State Doctors - COVID 19 Overwhelming System
The news of the untold struggle of health workers leaked out despite the gag orders on the doctors working in the medical fraternity in T&T. It soaked out from the walls of the ICU in Caura and Couva, the step-downs of Brooklyn, Balanda, Tacarigua, Home of Football, Debe, Augustus Long and Arima, the testing tents.
The following is the collective voice of a series of front-line doctors in state health care facilities, breaking gag orders as they are fed up of the top heavy opaque approach to managing the parallel health systems.
“There are just 1000 COVID-19 beds. Active cases are heading to 2000. Doctors are being told to try to discharge COVID-19 patients as quickly as possible.
If this trend of the exponential rise in COVID-19 positive cases and accelerated deaths continues, critical care space will be overwhelmed in a month.
“In San Fernando in the Severe Acute Respiratory Illness ward, people died before even getting into the parallel systems and were listed as COVID-19 deaths based on clinical evidence.
“COVID-19 positive patients aren’t just dying in ICU in Couva but while waiting to be tested, or waiting for test results.
“There are reports of people becoming acutely unwell in COVID-19 tents while waiting for test results, and a man in Arima dropping dead right there in the tent due to shortage of equipment.
“COVID-19 care depends on the time frame in which test results are being made available, and that’s variable. In SWRHA it can take between two and seven days. San Fernando General Hospital gives you the COVID-19 test result within an hour.
“One patient was quarantined at home when his test results came through. He was dead by the time he was brought to ICU.
“We are running out of tests, and are unaware of the plans to restock. We now depend on the Trinidad Public Health Lab or CARPHA. Granted supply chains for tests are difficult globally, but this too is not included as part of the conversation.
“The entire COVID-19 response is coordinated by a closed clique of three doctors and front line doctors, first responders to COVID-19 patients, are unsupported and entirely excluded from the planning, decision-making process and management of COVID-19 patients. There is no line of command.
Each RHA and hospital is doing its own thing, and that is causing chaos.
“Couva’s ICU’s staffing ratio is so low, there is only one nurse per ten patients and only one nurse for four critical patients.
“Those in COVID-19 facilities, including those in critical care wards, often have to wait an entire day to see a doctor.
“Junior doctors with little or no clinical experience assigned to the acute care units in Couva are untrained to look after seriously ill COVID-19 or recognise early respiratory distress or symptoms of septicaemia which could result in more deaths.
“The parallel systems and lack of coordination with front line doctors working in state facilities are creating chaos as there is no uniformity across the state facilities regarding managing patients suspected with COVID-19 who come to regular emergency rooms. It creates a logistical challenge in an already stretched service.
“For instance, there was a report of a pregnant COVID-19 positive patient, and no protocols were in place. The midwives refused the deliver the baby, and the obstetrics team also hesitated.
Had all doctors working in all state facilities been consulted, we would have collectively put systems in place to deal with situations like these.
“Front line doctors who aren’t even given insurance given to those doctors treating Ebola, are expected to run a regular emergency and trauma unit and manage patients who we suspect have COVID-19 without any guidance.
“For example when it was decided by the coterie of three that the system changed, and people who were COVID-19 positive with asymptomatic symptoms were to be sent home and monitored with phone calls, doctors were the last to know. We heard it on the television, and there was chaos in terms of what to do with the patients.
The Ministry of Health drip-feeds information not just to the public on the underlying conditions of people dying from COVID-19.by citing patient confidentiality but also to doctors working in state hospitals. It’s not a violation list of comorbidities but a lost opportunity to alert people of their risks be it obesity, diabetic, blood pressure, cancer, heart, lung disease, HIV, autoimmune diseases like lupus and arthritis.
“Global hope is herd immunity or a vaccine. Until that happens our population is at risk, and managing COVID-19 goes beyond masks and hand washing.”
It’s time front line doctors are brought into the loop of the care of COVID-19 patients to ensure our health service isn’t overwhelmed, and we will have to lockdown again.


__Task to carry out__: Exact copy, pictures omitted: the line holding "The image size is (722, 362)." and every line after it down to the end of the entries.

__Data extracts__:

+===+

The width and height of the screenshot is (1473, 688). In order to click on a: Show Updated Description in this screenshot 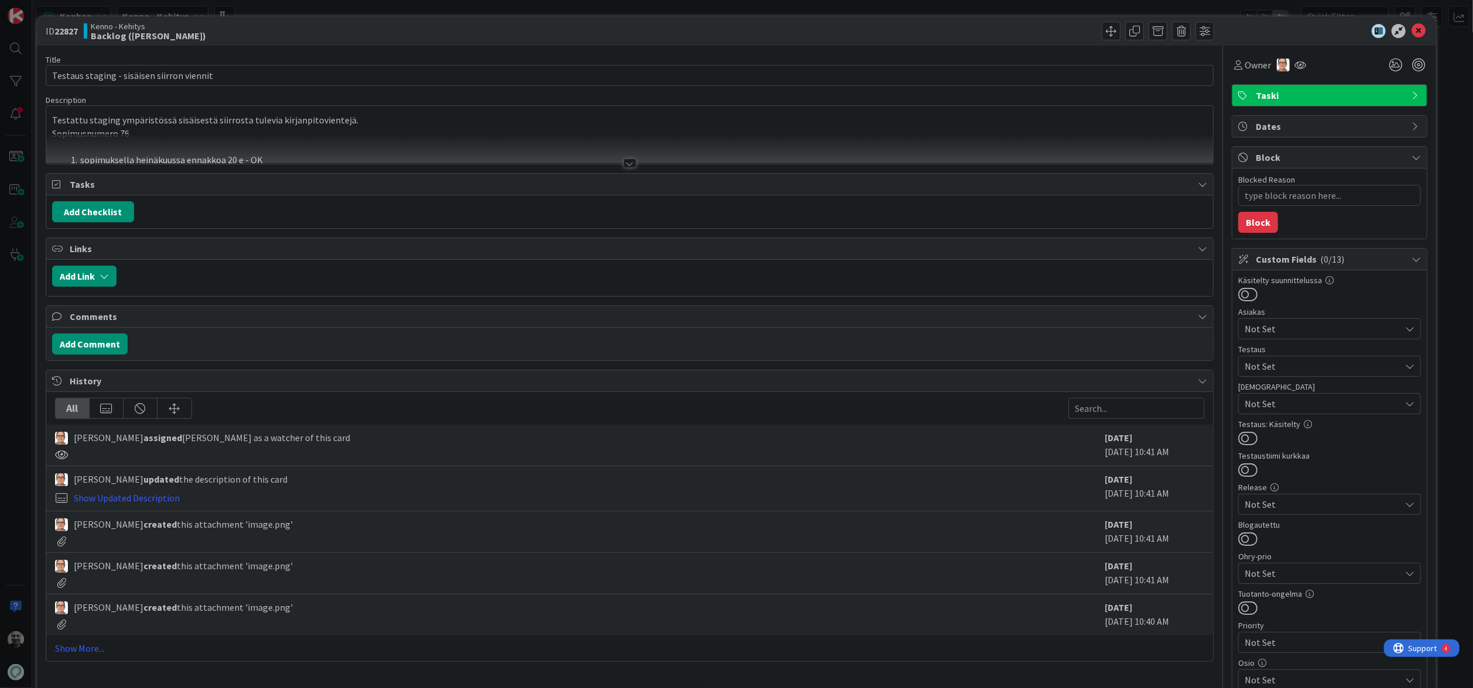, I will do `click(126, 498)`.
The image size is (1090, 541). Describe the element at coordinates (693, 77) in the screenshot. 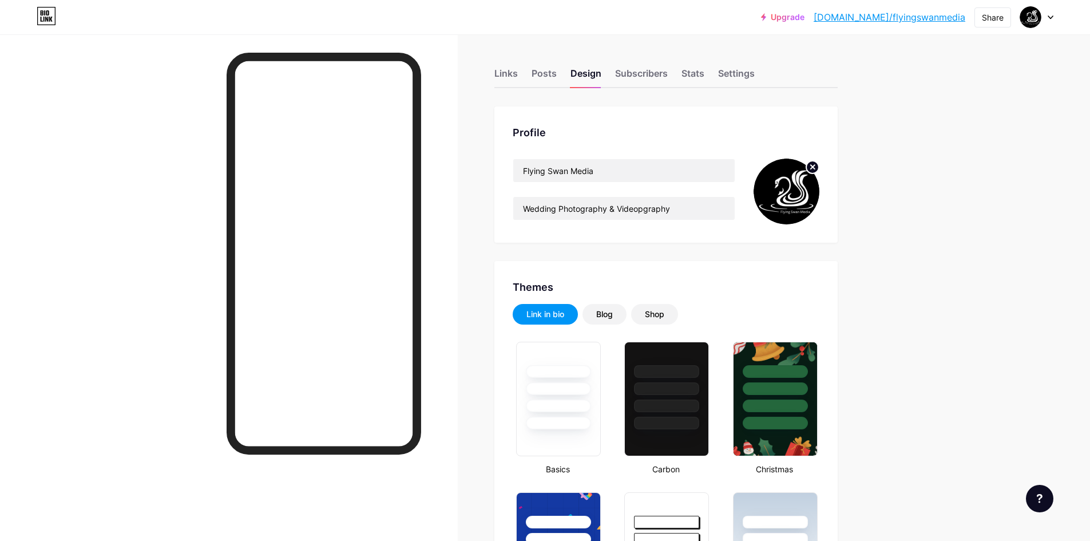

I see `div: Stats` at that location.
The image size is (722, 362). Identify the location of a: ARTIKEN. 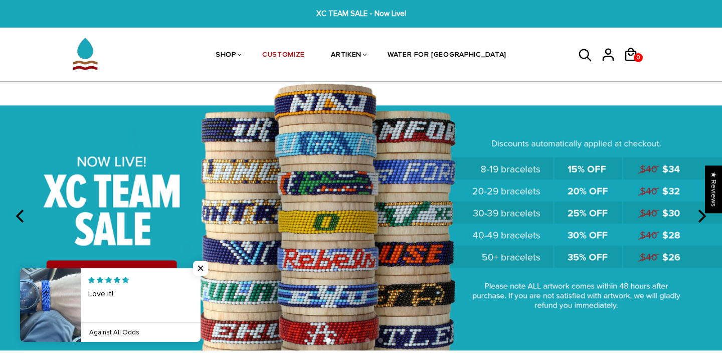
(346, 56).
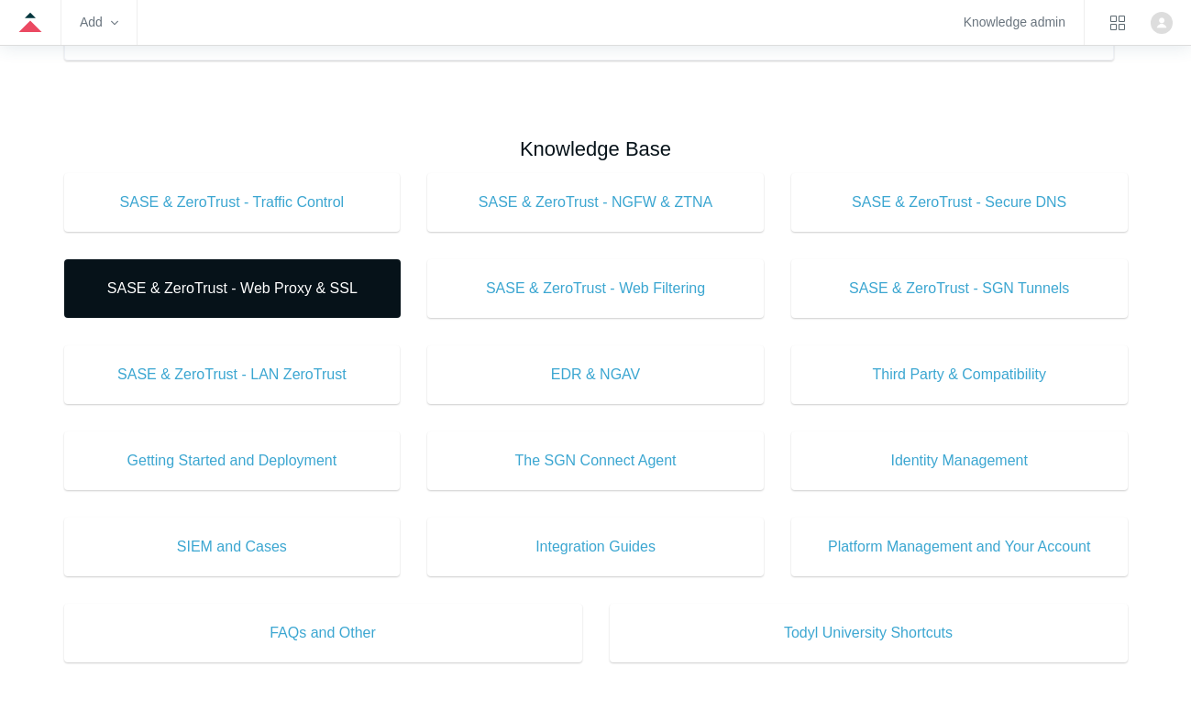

+===+

__Answer for the task__:
The image size is (722, 362). Identify the location of a: ARTIKEN. 
(346, 56).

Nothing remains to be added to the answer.